Reviews - Specialty Releases


Film Review: John Dies at the End

Horror-comedy from Phantasm director starts with a bang but quickly loses speed.

Jan 23, 2013

-By John DeFore


filmjournal/photos/stylus/1370758-John_Dies_End_Md.jpg

For movie details, please click here.

A supernatural action comedy that can never live up to its exciting opening scenes, Don Coscarelli's John Dies at the End mixes horror-tinged mayhem with smart-aleck laughs but loses momentum early and gets bogged down in exposition. The director's culty track record (Phantasm, Bubba Ho-Tep) may draw a small audience to theatres, but the pic will quickly be courting genre die-hards on home-video.

Chase Williamson and Rob Mayes play Dave and John, twenty-somethings introduced to a gooey, mind-altering substance, dubbed soy sauce, that frees them from the space-time continuum and allows them to read others' minds. It's not all fun and party tricks, though: Taking the stuff makes them targets for all manner of icky, slithering beasts and interdimensional gnat swarms, only some of which are easy to squash. Attacks from these critters lend themselves to Sam Raimi-ish camera moves, though Coscarelli isn't as good as the Evil Dead director at making viewers laugh throughout a grisly life-or-death encounter.

The main story is told in flashback, as Dave narrates to a newspaper reporter played by Paul Giamatti. While Giamatti brings welcome charisma to the cast, the framing device takes some air out of the story and leads viewers to expect a more clever overarching narrative than we actually get.

The movie's look is appealingly garish, and its effects work will please genre buffs, blending CGI with old-school techniques to good, tongue-in-cheek effect. But what first looks like a quirkier, gorier Men in Black lacks that film's coherence and doesn't compensate with fresh ideas. Twenty years ago, John Dies might have easily drawn a devoted following; today, Coscarelli has a couple of generations of genre-savvy filmmakers to compete with.
The Hollywood Reporter


Film Review: John Dies at the End

Horror-comedy from Phantasm director starts with a bang but quickly loses speed.

Jan 23, 2013

-By John DeFore


filmjournal/photos/stylus/1370758-John_Dies_End_Md.jpg

For movie details, please click here.

A supernatural action comedy that can never live up to its exciting opening scenes, Don Coscarelli's John Dies at the End mixes horror-tinged mayhem with smart-aleck laughs but loses momentum early and gets bogged down in exposition. The director's culty track record (Phantasm, Bubba Ho-Tep) may draw a small audience to theatres, but the pic will quickly be courting genre die-hards on home-video.

Chase Williamson and Rob Mayes play Dave and John, twenty-somethings introduced to a gooey, mind-altering substance, dubbed soy sauce, that frees them from the space-time continuum and allows them to read others' minds. It's not all fun and party tricks, though: Taking the stuff makes them targets for all manner of icky, slithering beasts and interdimensional gnat swarms, only some of which are easy to squash. Attacks from these critters lend themselves to Sam Raimi-ish camera moves, though Coscarelli isn't as good as the Evil Dead director at making viewers laugh throughout a grisly life-or-death encounter.

The main story is told in flashback, as Dave narrates to a newspaper reporter played by Paul Giamatti. While Giamatti brings welcome charisma to the cast, the framing device takes some air out of the story and leads viewers to expect a more clever overarching narrative than we actually get.

The movie's look is appealingly garish, and its effects work will please genre buffs, blending CGI with old-school techniques to good, tongue-in-cheek effect. But what first looks like a quirkier, gorier Men in Black lacks that film's coherence and doesn't compensate with fresh ideas. Twenty years ago, John Dies might have easily drawn a devoted following; today, Coscarelli has a couple of generations of genre-savvy filmmakers to compete with.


▶ [WHAT IS REQUIRED] Would it be possible to write out each entry below exactly, without the pictures?
EXTRACTED INFORMATION: Begin
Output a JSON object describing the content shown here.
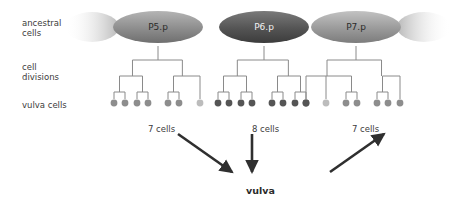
{
  "diagram": {
    "row_labels": [
      {
        "id": "ancestral-cells",
        "text": "ancestral\ncells",
        "x": 22,
        "y": 18
      },
      {
        "id": "cell-divisions",
        "text": "cell\ndivisions",
        "x": 22,
        "y": 62
      },
      {
        "id": "vulva-cells",
        "text": "vulva cells",
        "x": 22,
        "y": 100
      }
    ],
    "faded_ellipses": [
      {
        "id": "faded-left",
        "cx": 92,
        "cy": 27,
        "rx": 27,
        "ry": 15,
        "direction": "left"
      },
      {
        "id": "faded-right",
        "cx": 424,
        "cy": 27,
        "rx": 27,
        "ry": 15,
        "direction": "right"
      }
    ],
    "precursors": [
      {
        "id": "p5p",
        "label": "P5.p",
        "cx": 158,
        "cy": 27,
        "rx": 45,
        "ry": 16,
        "shade": "medium",
        "color": "#8d8d8d"
      },
      {
        "id": "p6p",
        "label": "P6.p",
        "cx": 264,
        "cy": 27,
        "rx": 45,
        "ry": 16,
        "shade": "dark",
        "color": "#585858"
      },
      {
        "id": "p7p",
        "label": "P7.p",
        "cx": 356,
        "cy": 27,
        "rx": 45,
        "ry": 16,
        "shade": "medium",
        "color": "#9a9a9a"
      }
    ],
    "lineages": [
      {
        "id": "lineage-p5p",
        "precursor": "P5.p",
        "trunk_x": 158,
        "cell_count_label": "7 cells",
        "cell_count_x": 148,
        "cell_count_y": 124,
        "leaf_y": 103,
        "leaves": [
          {
            "x": 114,
            "shade": "medium"
          },
          {
            "x": 125,
            "shade": "medium"
          },
          {
            "x": 137,
            "shade": "medium"
          },
          {
            "x": 148,
            "shade": "medium"
          },
          {
            "x": 168,
            "shade": "medium"
          },
          {
            "x": 179,
            "shade": "medium"
          },
          {
            "x": 200,
            "shade": "light"
          }
        ]
      },
      {
        "id": "lineage-p6p",
        "precursor": "P6.p",
        "trunk_x": 264,
        "cell_count_label": "8 cells",
        "cell_count_x": 252,
        "cell_count_y": 124,
        "leaf_y": 103,
        "leaves": [
          {
            "x": 218,
            "shade": "dark"
          },
          {
            "x": 229,
            "shade": "dark"
          },
          {
            "x": 241,
            "shade": "dark"
          },
          {
            "x": 252,
            "shade": "dark"
          },
          {
            "x": 272,
            "shade": "dark"
          },
          {
            "x": 283,
            "shade": "dark"
          },
          {
            "x": 295,
            "shade": "dark"
          },
          {
            "x": 306,
            "shade": "dark"
          }
        ]
      },
      {
        "id": "lineage-p7p",
        "precursor": "P7.p",
        "trunk_x": 356,
        "cell_count_label": "7 cells",
        "cell_count_x": 352,
        "cell_count_y": 124,
        "leaf_y": 103,
        "leaves": [
          {
            "x": 306,
            "shade": "dark"
          },
          {
            "x": 326,
            "shade": "light"
          },
          {
            "x": 346,
            "shade": "medium"
          },
          {
            "x": 357,
            "shade": "medium"
          },
          {
            "x": 377,
            "shade": "medium"
          },
          {
            "x": 388,
            "shade": "medium"
          },
          {
            "x": 400,
            "shade": "medium"
          }
        ]
      }
    ],
    "arrows": [
      {
        "id": "arrow-left",
        "x1": 178,
        "y1": 134,
        "x2": 232,
        "y2": 172
      },
      {
        "id": "arrow-middle",
        "x1": 252,
        "y1": 134,
        "x2": 252,
        "y2": 172
      },
      {
        "id": "arrow-right",
        "x1": 330,
        "y1": 172,
        "x2": 384,
        "y2": 134
      }
    ],
    "outcome": {
      "id": "vulva-outcome",
      "label": "vulva",
      "x": 246,
      "y": 185
    },
    "colors": {
      "cell_dark": "#555555",
      "cell_medium": "#8d8d8d",
      "cell_light": "#bcbcbc",
      "tree_line": "#8a8a8a",
      "arrow": "#2f2f2f",
      "text": "#3c3c3c"
    }
  }
}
EXTRACTED INFORMATION: End
▶ [RESULT FOR THIS TASK]
Output a JSON object describing the content shown here.
{
  "diagram": {
    "row_labels": [
      {
        "id": "ancestral-cells",
        "text": "ancestral\ncells",
        "x": 22,
        "y": 18
      },
      {
        "id": "cell-divisions",
        "text": "cell\ndivisions",
        "x": 22,
        "y": 62
      },
      {
        "id": "vulva-cells",
        "text": "vulva cells",
        "x": 22,
        "y": 100
      }
    ],
    "faded_ellipses": [
      {
        "id": "faded-left",
        "cx": 92,
        "cy": 27,
        "rx": 27,
        "ry": 15,
        "direction": "left"
      },
      {
        "id": "faded-right",
        "cx": 424,
        "cy": 27,
        "rx": 27,
        "ry": 15,
        "direction": "right"
      }
    ],
    "precursors": [
      {
        "id": "p5p",
        "label": "P5.p",
        "cx": 158,
        "cy": 27,
        "rx": 45,
        "ry": 16,
        "shade": "medium",
        "color": "#8d8d8d"
      },
      {
        "id": "p6p",
        "label": "P6.p",
        "cx": 264,
        "cy": 27,
        "rx": 45,
        "ry": 16,
        "shade": "dark",
        "color": "#585858"
      },
      {
        "id": "p7p",
        "label": "P7.p",
        "cx": 356,
        "cy": 27,
        "rx": 45,
        "ry": 16,
        "shade": "medium",
        "color": "#9a9a9a"
      }
    ],
    "lineages": [
      {
        "id": "lineage-p5p",
        "precursor": "P5.p",
        "trunk_x": 158,
        "cell_count_label": "7 cells",
        "cell_count_x": 148,
        "cell_count_y": 124,
        "leaf_y": 103,
        "leaves": [
          {
            "x": 114,
            "shade": "medium"
          },
          {
            "x": 125,
            "shade": "medium"
          },
          {
            "x": 137,
            "shade": "medium"
          },
          {
            "x": 148,
            "shade": "medium"
          },
          {
            "x": 168,
            "shade": "medium"
          },
          {
            "x": 179,
            "shade": "medium"
          },
          {
            "x": 200,
            "shade": "light"
          }
        ]
      },
      {
        "id": "lineage-p6p",
        "precursor": "P6.p",
        "trunk_x": 264,
        "cell_count_label": "8 cells",
        "cell_count_x": 252,
        "cell_count_y": 124,
        "leaf_y": 103,
        "leaves": [
          {
            "x": 218,
            "shade": "dark"
          },
          {
            "x": 229,
            "shade": "dark"
          },
          {
            "x": 241,
            "shade": "dark"
          },
          {
            "x": 252,
            "shade": "dark"
          },
          {
            "x": 272,
            "shade": "dark"
          },
          {
            "x": 283,
            "shade": "dark"
          },
          {
            "x": 295,
            "shade": "dark"
          },
          {
            "x": 306,
            "shade": "dark"
          }
        ]
      },
      {
        "id": "lineage-p7p",
        "precursor": "P7.p",
        "trunk_x": 356,
        "cell_count_label": "7 cells",
        "cell_count_x": 352,
        "cell_count_y": 124,
        "leaf_y": 103,
        "leaves": [
          {
            "x": 306,
            "shade": "dark"
          },
          {
            "x": 326,
            "shade": "light"
          },
          {
            "x": 346,
            "shade": "medium"
          },
          {
            "x": 357,
            "shade": "medium"
          },
          {
            "x": 377,
            "shade": "medium"
          },
          {
            "x": 388,
            "shade": "medium"
          },
          {
            "x": 400,
            "shade": "medium"
          }
        ]
      }
    ],
    "arrows": [
      {
        "id": "arrow-left",
        "x1": 178,
        "y1": 134,
        "x2": 232,
        "y2": 172
      },
      {
        "id": "arrow-middle",
        "x1": 252,
        "y1": 134,
        "x2": 252,
        "y2": 172
      },
      {
        "id": "arrow-right",
        "x1": 330,
        "y1": 172,
        "x2": 384,
        "y2": 134
      }
    ],
    "outcome": {
      "id": "vulva-outcome",
      "label": "vulva",
      "x": 246,
      "y": 185
    },
    "colors": {
      "cell_dark": "#555555",
      "cell_medium": "#8d8d8d",
      "cell_light": "#bcbcbc",
      "tree_line": "#8a8a8a",
      "arrow": "#2f2f2f",
      "text": "#3c3c3c"
    }
  }
}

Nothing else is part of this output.